November 2, 2005
Pat Fitzgerald: A 'Special' Prosecutor
By Pat
Buchanan
Unlike Archibald
Cox and Lawrence Walsh, Patrick Fitzgerald is no posturing partisan
who assumed he had been chosen by Divine Providence to take on
a White House and bring down a president.
Pat Fitzgerald
is a strict constructionist of the law. And for that, the Bush
White House can be eternally grateful.
As indictment
week began, there were reports Karl Rove, "Scooter"
Libby and several other White House aides would be indicted in
a criminal conspiracy to violate the civil rights of Joe Wilson
and out his wife, Valerie Plame, as a CIA agent.
Some thought
Fitzgerald would name Vice President Cheney an unindicted co-conspirator,
as Nixon was in Watergate, and put the Bush White House on trial
for having lied the country into war.
But Fitzgerald
refused to go beyond his mandate, or the evidence. No conspiracy
was charged. No one was indicted for outing Plame. Only "Scooter"
Libby was charged -- for lying about a crime he did not commit.
To be exact,
Fitzgerald, using a baseball analogy, said he could not indict
Libby for outing Plame because he could not know for certain Libby
deliberately revealed her identity, due to all the sand Libby
threw in his eyes -- i.e., all the lies he told. Thus, no one
was indicted for the crime Fitzgerald had been appointed to investigate.
After 22
months, Pat Fitzgerald came in with a Martha Stewart indictment,
though Libby, staring at years in prison for serial lying about
something more serious than a stock transaction, may reject the
simile.
Whatever
his politics, Pat Fitzgerald seems an eminently fair man. He accepted
Rove's request to testify to the grand jury for a fourth time
to explain why he failed to reveal a conversation with Time's
Matt Cooper. He heeded a plea from Rove's attorney not to indict
his client, who, after all, had told Fitzgerald the truth about
other crucial conversations, but had forgotten the Cooper phone
call.
Fitzgerald
apparently decided to err on the side of not destroying Rove's
reputation, career and life, because he still had some doubt as
to whether Rove had deliberately deceived him.
Compare,
if your will, Pat Fitzgerald to Ronnie Earle, the man who indicted
Tom DeLay for violating a law that was not on the books when the
House minority leader was alleged to have broken it.
There is
something else commendable that Fitzgerald has done. He has refused
to criminalize politics.
After listening
to 22 months of secret testimony, Fitzgerald had to know Cheney's
office and the White House Iraq Group had run a media campaign
to destroy the credibility of Iraq war critic Wilson. He had to
know that when Scott McClellan told the press no one in the White
House had a hand in outing Plame, McClellan had either been lied
to by White House colleagues, or had lied himself.
But Fitzgerald
hewed to the letter of the law. If White House aides were savaging
Wilson by backgrounding the press and lying to the country, that
was not his problem. But if they lied to him or the grand jury,
that was his problem -- and his jurisdiction.
There exists
the possibility that had Libby told the truth -- i.e, yes, we
were out to discredit Wilson, but in leaking Plame's name we did
not know she was covert -- this investigation might have shut
down without a single indictment. Indeed, how does one explain
how Libby, a smart man, could go before a grand jury and testify
under oath in direct contradiction of his own notes that he had
just given the prosecutor? The only rational explanation is that
Scooter is building an insanity defense.
Also to
his credit, Fitzgerald told the nation at his press conference
not to draw any conclusions about the war from the indictment
of Libby:
"This
indictment is not about the war. ... People who believe fervently
in the war effort, people who oppose it, people who have mixed
feelings about it, should not look at this indictment for any
resolution of how they feel or any vindication of how they feel.''
What the
special prosecutor is saying here is that it is not his business
to do the job that Congress failed to do in 2002, when it gave
Bush a blank check to take us to war without looking hard into
White House claims of an imminent and mortal peril from an Iraq
nuclear arsenal.
In contrast
to Congress, Pat Fitzgerald came to Washington and did the job
he was assigned to do. He carried out his mandate, but refused
to go beyond it. He indicted for what he believed were violations
of law, not violations of ethics -- and only on the charges he
believed he could prove beyond a reasonable doubt. We need more
public servants with this kind of conscience -- and conscientiousness.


THE PROBLEM: Go through the listing and copy each line that has the string "with" in it.
--- START ---
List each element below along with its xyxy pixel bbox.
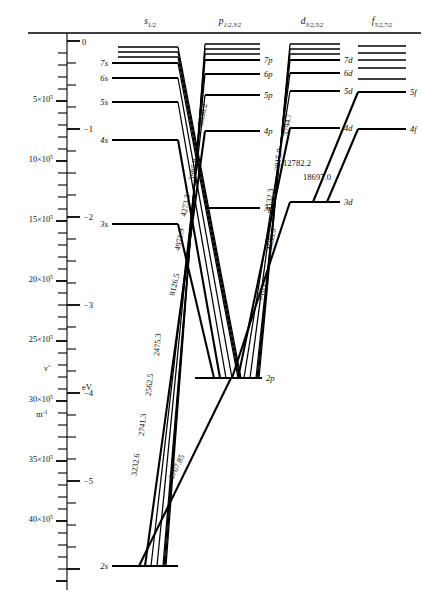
level-label-6s: 6s: [100, 73, 108, 83]
level-label-5d: 5d: [344, 86, 353, 96]
level-label-6p: 6p: [264, 69, 273, 79]
ev-unit-label: eV: [82, 382, 93, 392]
level-label-7d: 7d: [344, 55, 353, 65]
level-label-6d: 6d: [344, 68, 353, 78]
zero-label: 0: [82, 37, 86, 47]
left-tick-label: 10×105: [29, 154, 53, 164]
level-label-7s: 7s: [100, 58, 108, 68]
level-label-7p: 7p: [264, 55, 273, 65]
level-label-4s: 4s: [100, 135, 108, 145]
level-label-3s: 3s: [99, 219, 108, 229]
level-label-5s: 5s: [100, 97, 108, 107]
right-tick-label: −1: [84, 124, 93, 134]
left-tick-label: 20×105: [29, 274, 53, 284]
left-tick-label: 15×105: [29, 214, 53, 224]
left-tick-label: 35×105: [29, 454, 53, 464]
grotrian-diagram: s1/2p1/2,3/2d3/2,5/2f5/2,7/2 5×10510×105…: [0, 0, 423, 593]
level-label-5p: 5p: [264, 90, 273, 100]
left-tick-label: 40×105: [29, 514, 53, 524]
level-label-2p: 2p: [266, 373, 275, 383]
right-tick-label: −2: [84, 212, 93, 222]
wavelength-label: 12782.2: [283, 158, 311, 168]
right-tick-label: −5: [84, 476, 93, 486]
left-tick-label: 25×105: [29, 334, 53, 344]
level-label-2s: 2s: [100, 561, 108, 571]
left-tick-label: 30×105: [29, 394, 53, 404]
level-label-4d: 4d: [344, 123, 353, 133]
level-label-4p: 4p: [264, 126, 273, 136]
left-tick-label: 5×105: [33, 94, 53, 104]
level-label-3d: 3d: [343, 197, 353, 207]
right-tick-label: −3: [84, 300, 93, 310]
wavelength-label: 18697.0: [303, 172, 331, 182]
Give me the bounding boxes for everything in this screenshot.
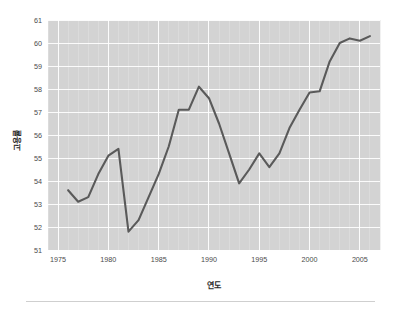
x-tick-label: 1995 <box>251 255 267 264</box>
x-tick-label: 1980 <box>100 255 116 264</box>
y-tick-label: 55 <box>34 154 42 163</box>
y-tick-label: 60 <box>34 39 42 48</box>
x-tick-label: 1985 <box>151 255 167 264</box>
x-tick-label: 1975 <box>50 255 66 264</box>
chart-figure: 5152535455565758596061 19751980198519901… <box>0 0 401 311</box>
x-axis-title: 연도 <box>207 280 222 290</box>
y-tick-label: 52 <box>34 223 42 232</box>
y-axis-title: 고용률 <box>12 129 22 151</box>
y-tick-label: 53 <box>34 200 42 209</box>
x-tick-label: 1990 <box>201 255 217 264</box>
line-chart: 5152535455565758596061 19751980198519901… <box>0 0 401 311</box>
y-tick-label: 57 <box>34 108 42 117</box>
y-tick-label: 51 <box>34 246 42 255</box>
y-tick-label: 58 <box>34 85 42 94</box>
x-tick-label: 2000 <box>302 255 318 264</box>
y-tick-label: 61 <box>34 16 42 25</box>
x-tick-label: 2005 <box>352 255 368 264</box>
y-tick-label: 59 <box>34 62 42 71</box>
y-tick-label: 56 <box>34 131 42 140</box>
y-tick-label: 54 <box>34 177 42 186</box>
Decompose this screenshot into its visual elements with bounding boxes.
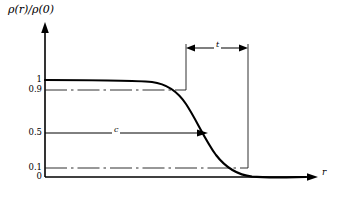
y-axis-title: ρ(r)/ρ(0) xyxy=(8,4,54,15)
t-arrowhead-right xyxy=(239,45,248,52)
y-tick-label-0-5: 0.5 xyxy=(12,128,42,137)
y-tick-label-0-9: 0.9 xyxy=(12,85,42,94)
density-curve xyxy=(45,80,306,177)
annotation-label-c: c xyxy=(112,126,120,134)
x-axis-arrowhead xyxy=(307,173,318,181)
annotation-label-t: t xyxy=(214,41,221,49)
axes-group xyxy=(41,22,318,181)
y-tick-label-0: 0 xyxy=(12,172,42,181)
y-tick-label-1: 1 xyxy=(12,75,42,84)
thickness-drop-lines xyxy=(186,44,248,168)
x-axis-title: r xyxy=(322,168,326,177)
guide-lines-group xyxy=(45,80,248,168)
plot-svg xyxy=(0,0,340,205)
figure-canvas: ρ(r)/ρ(0) 1 0.9 0.5 0.1 0 r c t xyxy=(0,0,340,205)
half-density-radius-arrow xyxy=(45,129,208,136)
y-axis-arrowhead xyxy=(41,22,49,33)
t-arrowhead-left xyxy=(186,45,195,52)
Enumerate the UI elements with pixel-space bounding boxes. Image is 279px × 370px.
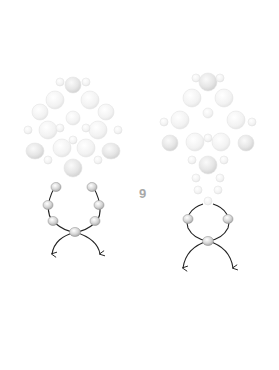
right-thread: [183, 204, 233, 268]
beadwork-diagram: [0, 0, 279, 370]
right-loop-beads: [183, 215, 233, 246]
left-figure: [24, 77, 122, 254]
right-figure: [160, 73, 256, 268]
left-bead-cluster: [24, 77, 122, 177]
right-bead-cluster: [160, 73, 256, 205]
step-number-label: 9: [139, 186, 146, 201]
left-loop-beads: [43, 183, 104, 237]
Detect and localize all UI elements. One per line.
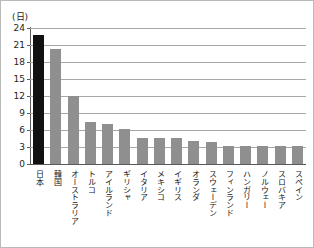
y-tick-label: 15 <box>14 75 25 84</box>
bar <box>33 35 44 164</box>
y-tick-mark <box>27 28 30 29</box>
bar <box>223 146 234 164</box>
x-axis-label: フィンランド <box>224 170 232 217</box>
gridline: 18 <box>30 62 306 63</box>
gridline: 21 <box>30 45 306 46</box>
bar <box>188 141 199 164</box>
bar <box>206 142 217 164</box>
y-tick-label: 3 <box>19 143 25 152</box>
y-tick-mark <box>27 164 30 165</box>
y-axis-unit-label: (日) <box>12 13 28 22</box>
bar <box>240 146 251 164</box>
y-tick-label: 24 <box>14 24 25 33</box>
plot-area: 03691215182124 <box>30 28 306 164</box>
bar <box>154 138 165 164</box>
y-tick-mark <box>27 62 30 63</box>
x-axis-label: ギリシャ <box>121 170 129 201</box>
x-axis-label: イタリア <box>138 170 146 201</box>
gridline: 24 <box>30 28 306 29</box>
x-axis-label: アイルランド <box>104 170 112 217</box>
x-axis-label: イギリス <box>173 170 181 201</box>
bar <box>171 138 182 164</box>
y-tick-mark <box>27 130 30 131</box>
x-axis-label: スペイン <box>293 170 301 201</box>
x-axis-label: トルコ <box>86 170 94 193</box>
bar <box>50 49 61 164</box>
bar <box>137 138 148 164</box>
x-axis-label: スロバキア <box>276 170 284 209</box>
y-tick-mark <box>27 96 30 97</box>
bar <box>292 146 303 164</box>
x-axis-label: オランダ <box>190 170 198 201</box>
x-axis-label: ハンガリー <box>242 170 250 209</box>
y-tick-mark <box>27 113 30 114</box>
y-tick-mark <box>27 45 30 46</box>
y-tick-label: 12 <box>14 92 25 101</box>
gridline: 15 <box>30 79 306 80</box>
chart-figure: (日) 03691215182124 日本韓国オーストラリアトルコアイルランドギ… <box>0 0 314 248</box>
y-tick-label: 0 <box>19 160 25 169</box>
bar <box>85 122 96 165</box>
y-tick-mark <box>27 147 30 148</box>
x-axis-label: 韓国 <box>52 170 60 186</box>
y-tick-label: 9 <box>19 109 25 118</box>
bar <box>257 146 268 164</box>
y-tick-label: 18 <box>14 58 25 67</box>
bar <box>102 124 113 164</box>
bar <box>68 96 79 164</box>
x-axis-label: オーストラリア <box>69 170 77 225</box>
bar <box>119 129 130 164</box>
x-axis-label: 日本 <box>35 170 43 186</box>
x-axis-label: ノルウェー <box>259 170 267 209</box>
y-tick-label: 21 <box>14 41 25 50</box>
bar <box>275 146 286 164</box>
y-tick-mark <box>27 79 30 80</box>
y-tick-label: 6 <box>19 126 25 135</box>
x-axis-label: メキシコ <box>155 170 163 201</box>
x-axis-label: スウェーデン <box>207 170 215 217</box>
gridline: 0 <box>30 164 306 165</box>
--- END ---
OUTPUT BELOW:
List each element below along with its xyxy pixel bbox.
Decompose this screenshot into its visual elements with bounding boxes.
Enumerate the UI elements with pixel-space bounding boxes. Image is 279px × 370px.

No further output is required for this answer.